Cordovan: Highway 10 Blues

Cordovan
Highway 10 Blues
Lunaticworks

Gil Evans incorporated electronic music into his work, following up a conviction that the rhythm of new jazz should be, and had always been, what people were dancing to at the time. He didn’t go so far as to redo his earlier acoustic “La Nevada” with automatic drums, which is what happens on the fourth track here. Sadly that song is not offset well by the valuable presence of Kurt Stevenson’s nylon-string guitar. Jim Peterson’s tenor solo promised something on the same track, but lacked the room to expand and stand up against the, in truth, “cheap” option of the machine percussion. Promise followed by a falling-off, which sums up — perhaps a shade harshly — the general case in this set otherwise comprised of compositions and arrangements by Greg Reeves, who performs most of the music on his battery of instruments and electronics. The addition of either one trumpeter or one reedman on each of the first seven tracks (bar track five) seems unduly sparing, and after track four hopes of any expansion beyond what has become the routine simply peter out. On one track, Cindy Blackman seems to be having a struggle with an oink noise, on another you might just feel something has been left turned on which ought to have been switched off. Reeves is on his own with all his gear on the last couple of tracks, the final one being best, indeed it is quite nice.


ACTIVITY.
No pictures go in the copy. Restate, word for word, each line from the one containing "Find 'human body'" through the last line below.

RAW DATA.
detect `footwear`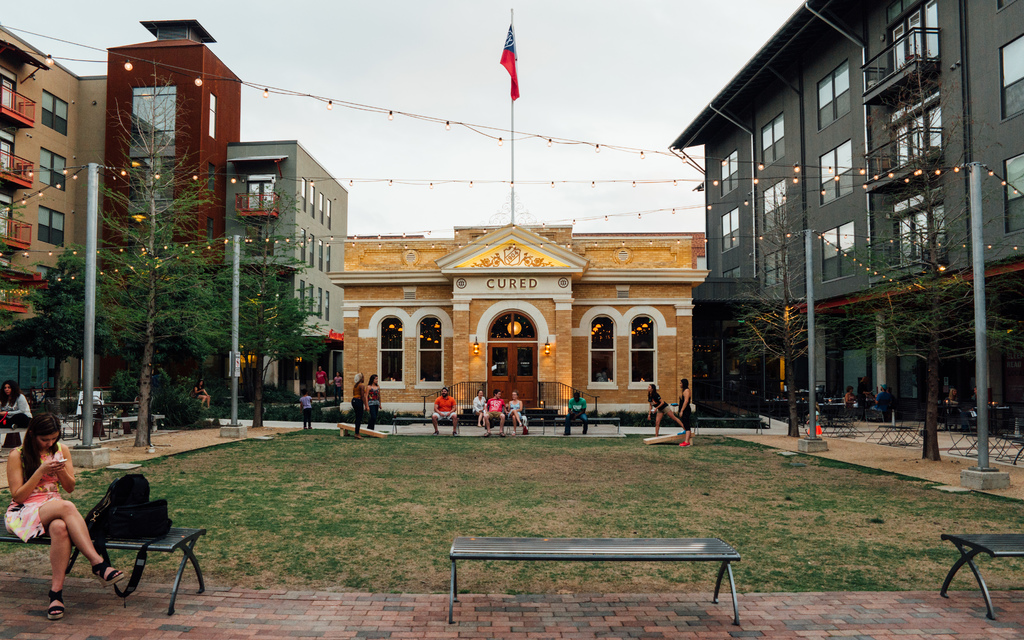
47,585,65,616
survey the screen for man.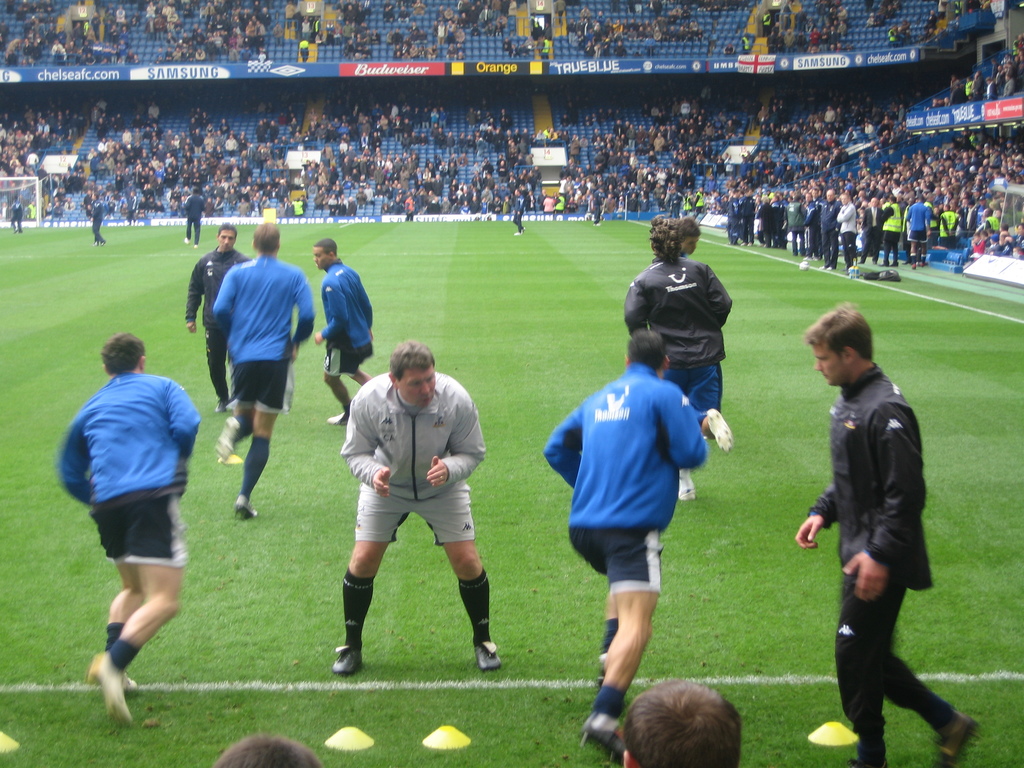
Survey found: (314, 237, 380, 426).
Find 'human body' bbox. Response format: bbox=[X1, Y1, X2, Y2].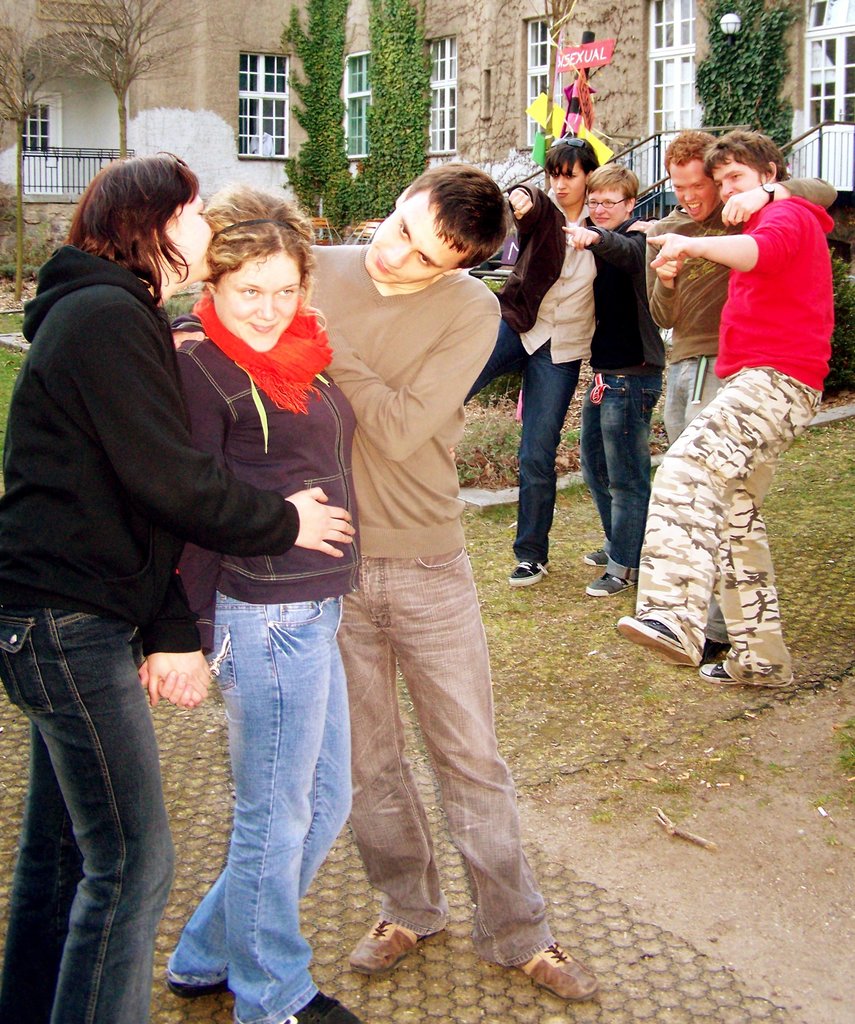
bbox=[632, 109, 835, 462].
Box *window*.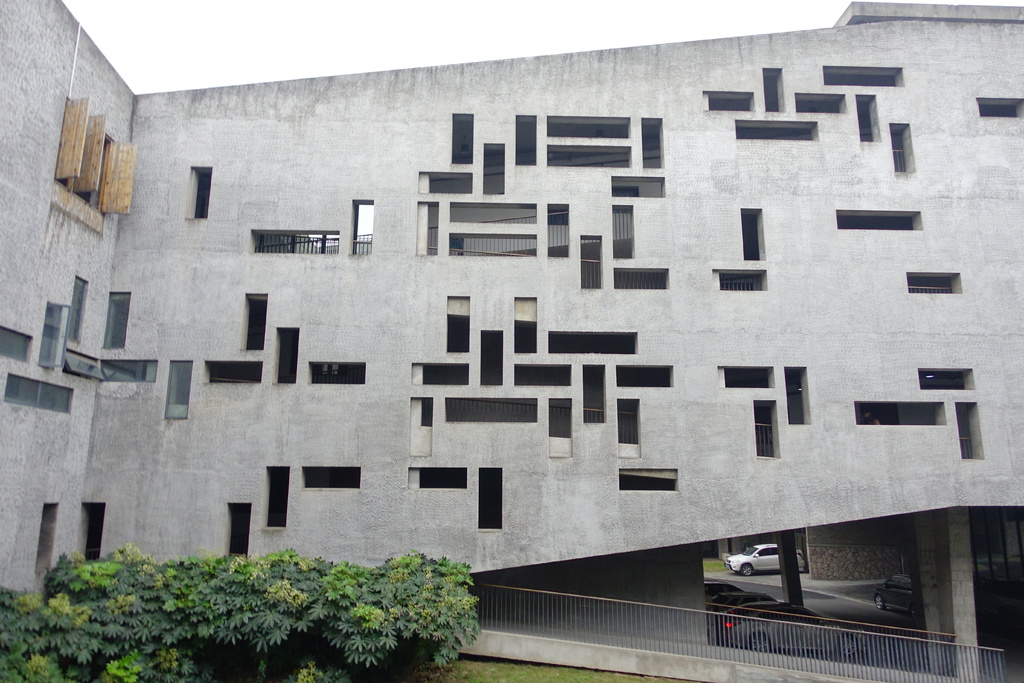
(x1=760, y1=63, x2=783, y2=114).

SOLUTION FOR THIS TASK.
Find 'human body' bbox. Response format: bbox=[X1, Y1, X2, Y2].
bbox=[632, 109, 835, 462].
Box *window*.
(x1=760, y1=63, x2=783, y2=114).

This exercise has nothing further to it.